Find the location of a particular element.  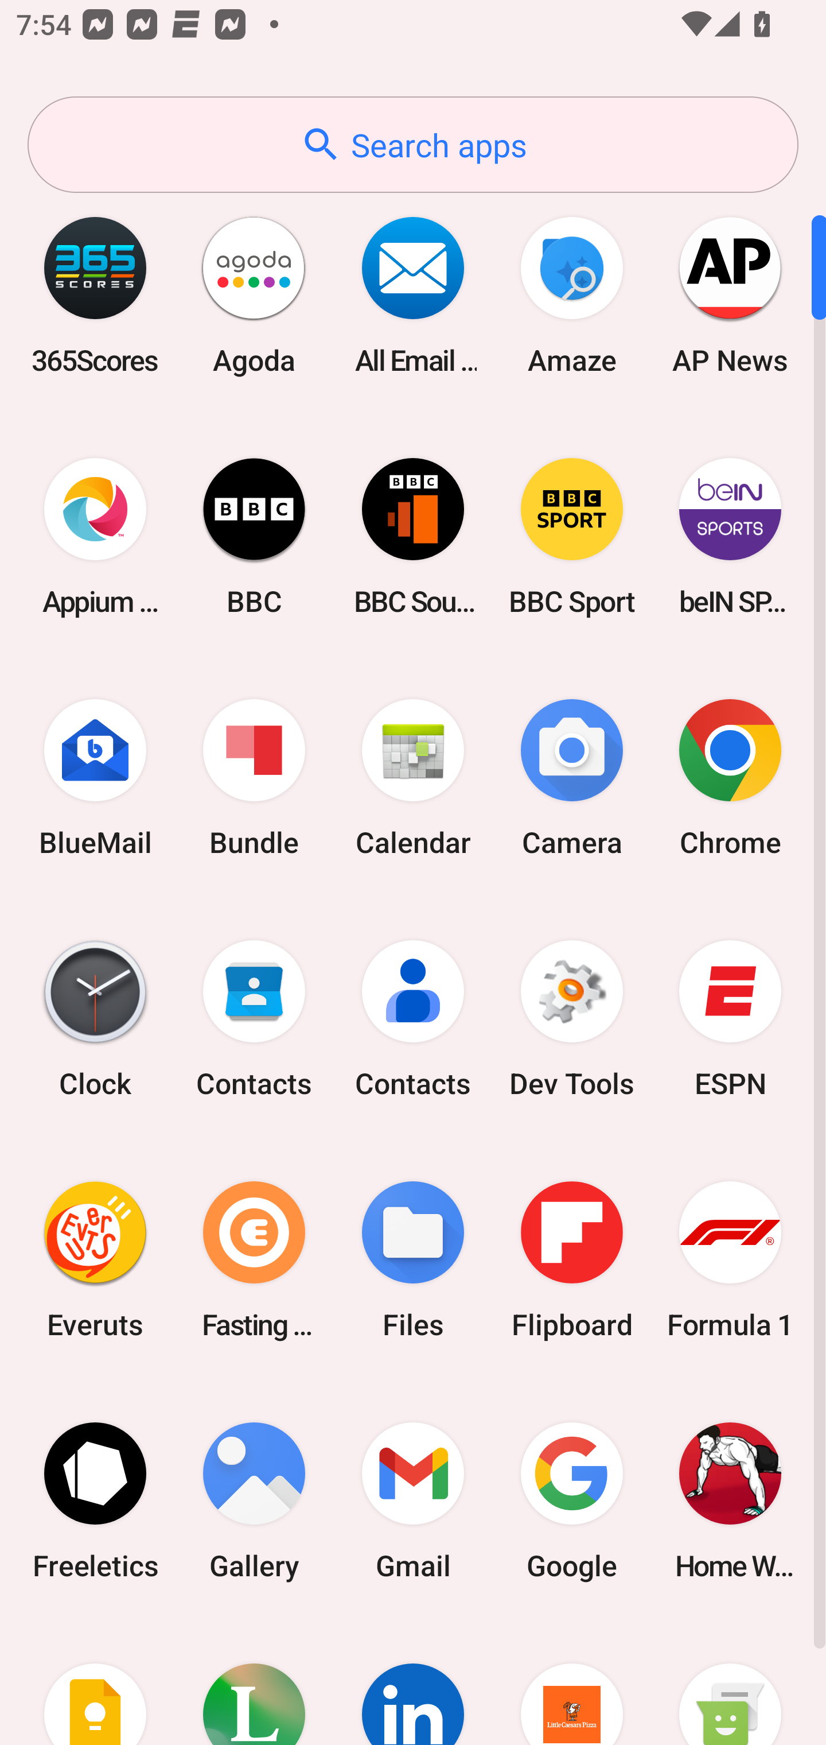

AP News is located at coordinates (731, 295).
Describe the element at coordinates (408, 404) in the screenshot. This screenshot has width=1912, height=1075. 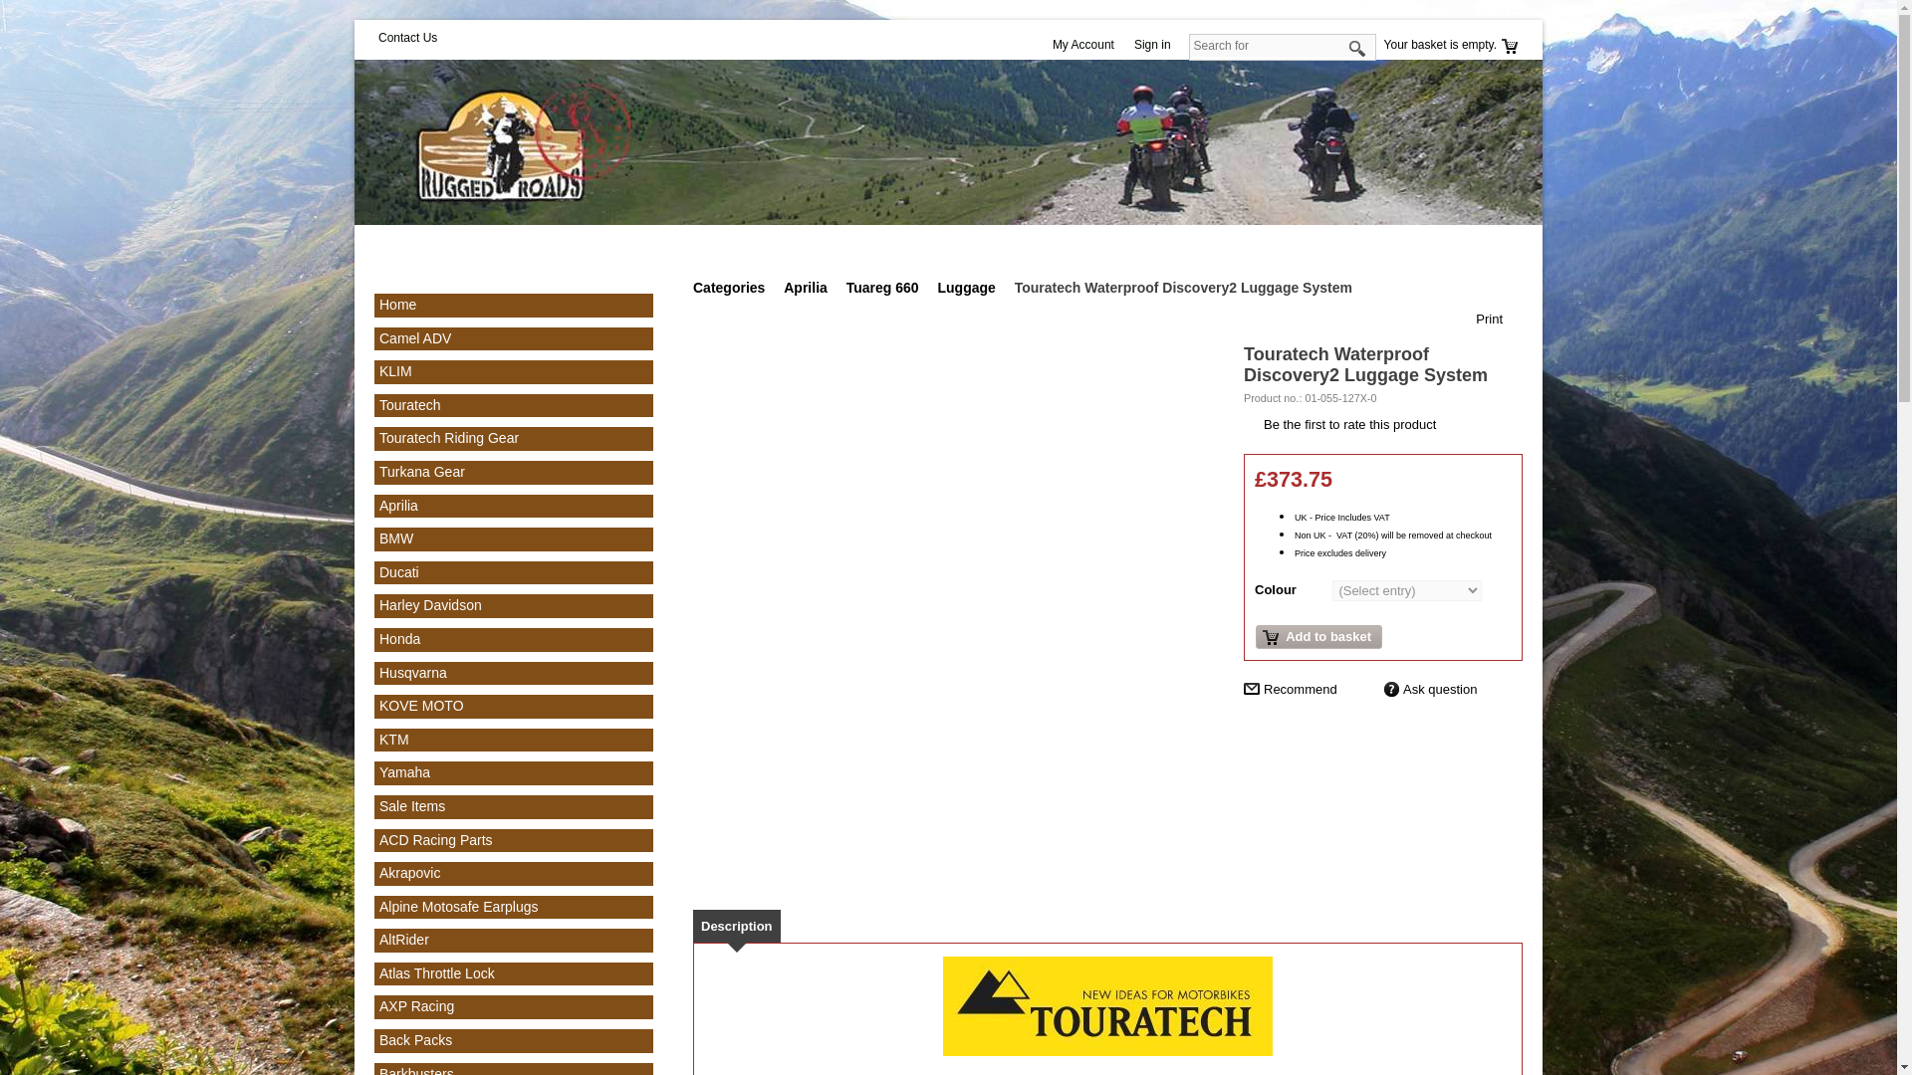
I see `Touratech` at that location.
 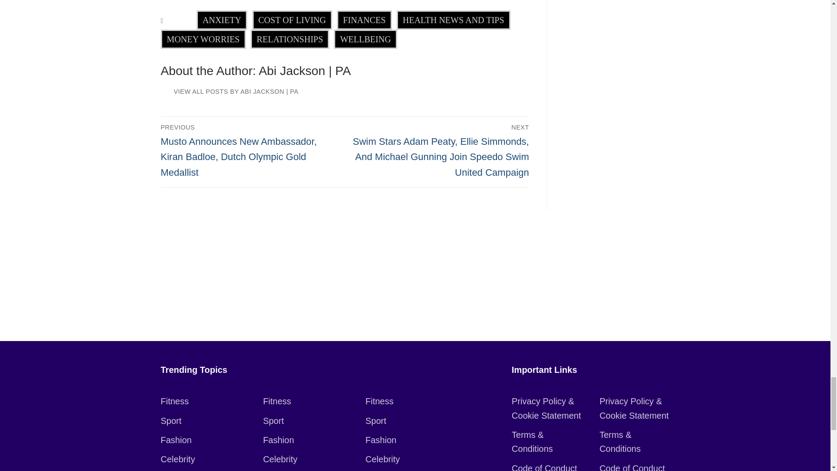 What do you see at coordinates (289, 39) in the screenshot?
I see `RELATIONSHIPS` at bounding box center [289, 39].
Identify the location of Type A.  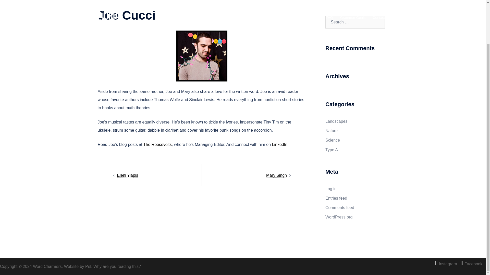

...

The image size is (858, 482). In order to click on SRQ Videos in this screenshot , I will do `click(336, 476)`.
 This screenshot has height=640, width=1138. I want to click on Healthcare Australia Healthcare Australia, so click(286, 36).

§ INSTRUCTIONS FOR THE TASK
All that should appear in the answer is the lines above from the line with "Find the location of a particular element." through the line with "Identify the location of Type A.", retyped exactly, pictures left out.

§ TASK OUTPUT
Find the location of a particular element.  

AP News is located at coordinates (731, 295).
Describe the element at coordinates (408, 404) in the screenshot. This screenshot has width=1912, height=1075. 
I see `Touratech` at that location.
  What do you see at coordinates (289, 39) in the screenshot?
I see `RELATIONSHIPS` at bounding box center [289, 39].
Identify the location of Type A.  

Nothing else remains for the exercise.